The FDA has granted a groundbreaking approval to a fluorescent light system that illuminates leftover breast cancer tissue in real-time during surgery—to help ensure a thorough removal of the tumor and avoid the need for follow-up procedures.
Lumicell’s approach starts with an injectable imaging agent, Lumisight (pegulicianine)—which is inactive at first but begins to glow when it interacts with particular enzymes found around tumor cells.
At the same time, the company’s computerized, handheld imaging probe scans the inside of the surgical cavity created during a breast-conserving lumpectomy and logs any signs of residual cancer hidden among the healthy cells.
Lumisight was approved via the FDA’s pharmaceutical review pathway—after receiving a positive recommendation from an independent advisory committee in early March—while Lumicell’s Direct Visualization System hardware took a parallel track through the agency’s device center.
“We are immensely proud of the dual approval of Lumisight and Lumicell DVS—we believe this is the first drug-device combination product approved in over a decade to have followed both of the FDA’s most stringent NDA and PMA review processes,” Lumicell’s president and chief operating officer Howard Hechler said in a statement. “With the FDA’s approval, LumiSystem is now the first and only imaging combination product capable of detecting cancerous tissue where it matters most, inside the breast cavity.”
According to the company, about one-third of women who undergo the removal of a breast tumor have to return to the operating room for another surgery. Meanwhile, about two-thirds of those follow-up procedures end up not finding any residual cancer, leaving clinicians to wonder if previous assessments were wrong or if the cancer was simply missed a second time.
Lumicell said its system—which previously received both the FDA’s pharmaceutical fast track and breakthrough device designations—can provide 84% diagnostic accuracy.
In a clinical trial of about 400 participants undergoing breast cancer surgery, follow-up procedures were avoided in 9 of 62 patients that had positive tumor margins. At the same time, 27 of 357 patients in the LumiSystem arm had extra tumor tissue removed after a standard lumpectomy, including 22 who were initially ascribed negative margins.
Administration of the Lumisight imaging agent was halted due to side effects in six patients; two patients developed serious adverse events related to pegulicianine. The study’s results were published in April 2023 in the journal NEJM Evidence.
Lumicell is also studying its combination imaging approach in gastrointestinal tumors, sarcomas and peritoneal metastases—the last of which can be difficult to detect with a CT, PET or MRI scan—as well as in brain and prostate cancers.
Last October, Lumicell co-founder Moungi Bawendi shared the 2023 Nobel Prize in chemistry for his research in the discovery and synthesis of quantum dots—nano-sized particles used in optical electronics ranging from solar cells to LED displays to lasers, as well as biomedical imaging.
The company’s fluorescent visualization system was developed in Bawendi’s lab at the Massachusetts Institute of Technology, where he serves as the Lester Wolfe Professor of Chemistry. According to Lumicell, Bawendi’s expertise in optics and tissue imaging helped guide the design of the device, while his work on the physio-chemical properties of fluorescent molecules led to the imaging agent.
A separate company developing a similar injectable approach for lung and ovarian cancers, On Target Laboratories, raised $30 million in a series C round last November to help commercialize its Cytalux (pafolacianine) fluorescent agent and near-infrared imaging device.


*TASK TO COMPLETE*
With every picture left out, give the data below back exactly.

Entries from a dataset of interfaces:
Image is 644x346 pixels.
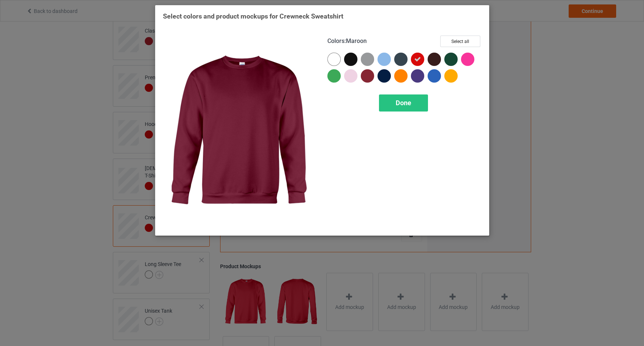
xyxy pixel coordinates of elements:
[163,36,317,228] img: regular.jpg
[327,37,344,44] span: Colors
[440,36,480,47] button: Select all
[396,99,411,107] span: Done
[163,12,344,20] span: Select colors and product mockups for Crewneck Sweatshirt
[346,37,367,44] span: Maroon
[327,37,367,45] h4: :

*TASK ANSWER*
Image is 644x346 pixels.
xyxy pixel coordinates of elements:
[163,36,317,228] img: regular.jpg
[327,37,344,44] span: Colors
[440,36,480,47] button: Select all
[396,99,411,107] span: Done
[163,12,344,20] span: Select colors and product mockups for Crewneck Sweatshirt
[346,37,367,44] span: Maroon
[327,37,367,45] h4: :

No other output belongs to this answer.